[Data records]
※ ※ ※

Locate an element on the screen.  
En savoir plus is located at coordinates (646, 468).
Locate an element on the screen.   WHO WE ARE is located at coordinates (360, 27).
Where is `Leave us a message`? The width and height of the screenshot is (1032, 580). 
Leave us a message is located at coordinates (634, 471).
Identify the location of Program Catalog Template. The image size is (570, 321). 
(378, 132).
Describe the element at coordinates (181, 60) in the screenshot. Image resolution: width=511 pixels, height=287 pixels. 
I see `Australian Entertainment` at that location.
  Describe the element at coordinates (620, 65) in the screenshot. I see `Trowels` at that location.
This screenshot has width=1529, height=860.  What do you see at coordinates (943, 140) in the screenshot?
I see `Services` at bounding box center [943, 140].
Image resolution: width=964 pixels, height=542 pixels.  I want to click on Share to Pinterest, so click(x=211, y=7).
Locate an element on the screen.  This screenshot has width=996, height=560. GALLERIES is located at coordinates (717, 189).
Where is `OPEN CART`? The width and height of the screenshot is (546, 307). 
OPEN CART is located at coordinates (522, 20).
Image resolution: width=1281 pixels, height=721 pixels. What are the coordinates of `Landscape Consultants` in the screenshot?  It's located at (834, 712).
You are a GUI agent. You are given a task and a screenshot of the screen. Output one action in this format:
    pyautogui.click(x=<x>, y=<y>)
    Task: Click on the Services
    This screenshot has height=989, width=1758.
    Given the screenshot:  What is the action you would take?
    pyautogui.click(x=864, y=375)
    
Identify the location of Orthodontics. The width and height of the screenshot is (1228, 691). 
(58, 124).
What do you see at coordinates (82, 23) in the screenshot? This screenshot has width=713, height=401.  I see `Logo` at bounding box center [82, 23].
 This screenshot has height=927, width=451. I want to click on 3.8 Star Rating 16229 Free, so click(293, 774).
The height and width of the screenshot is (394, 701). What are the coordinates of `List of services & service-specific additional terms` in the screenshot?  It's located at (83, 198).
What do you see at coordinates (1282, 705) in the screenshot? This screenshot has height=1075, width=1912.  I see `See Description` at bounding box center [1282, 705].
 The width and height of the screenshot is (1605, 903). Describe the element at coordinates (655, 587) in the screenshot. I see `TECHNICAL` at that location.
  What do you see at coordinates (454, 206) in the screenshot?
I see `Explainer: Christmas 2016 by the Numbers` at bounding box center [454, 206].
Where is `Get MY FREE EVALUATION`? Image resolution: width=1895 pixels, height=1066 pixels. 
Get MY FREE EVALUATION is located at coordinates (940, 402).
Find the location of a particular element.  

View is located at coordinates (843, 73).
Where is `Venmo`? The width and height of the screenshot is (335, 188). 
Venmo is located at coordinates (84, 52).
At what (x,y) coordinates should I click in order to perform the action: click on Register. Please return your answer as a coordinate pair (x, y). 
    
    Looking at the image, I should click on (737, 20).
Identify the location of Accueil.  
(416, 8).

※ ※ ※

About this task: Look above for the line that contains "is (546, 307).". Starting there, transcribe every line exactly until you have copied the line that contains "The height and".

The completed task:
Where is `OPEN CART`? The width and height of the screenshot is (546, 307). 
OPEN CART is located at coordinates (522, 20).
Image resolution: width=1281 pixels, height=721 pixels. What are the coordinates of `Landscape Consultants` in the screenshot?  It's located at (834, 712).
You are a GUI agent. You are given a task and a screenshot of the screen. Output one action in this format:
    pyautogui.click(x=<x>, y=<y>)
    Task: Click on the Services
    This screenshot has height=989, width=1758.
    Given the screenshot:  What is the action you would take?
    pyautogui.click(x=864, y=375)
    
Identify the location of Orthodontics. The width and height of the screenshot is (1228, 691). 
(58, 124).
What do you see at coordinates (82, 23) in the screenshot? This screenshot has width=713, height=401.  I see `Logo` at bounding box center [82, 23].
 This screenshot has height=927, width=451. I want to click on 3.8 Star Rating 16229 Free, so click(293, 774).
The height and width of the screenshot is (394, 701). What are the coordinates of `List of services & service-specific additional terms` in the screenshot?  It's located at (83, 198).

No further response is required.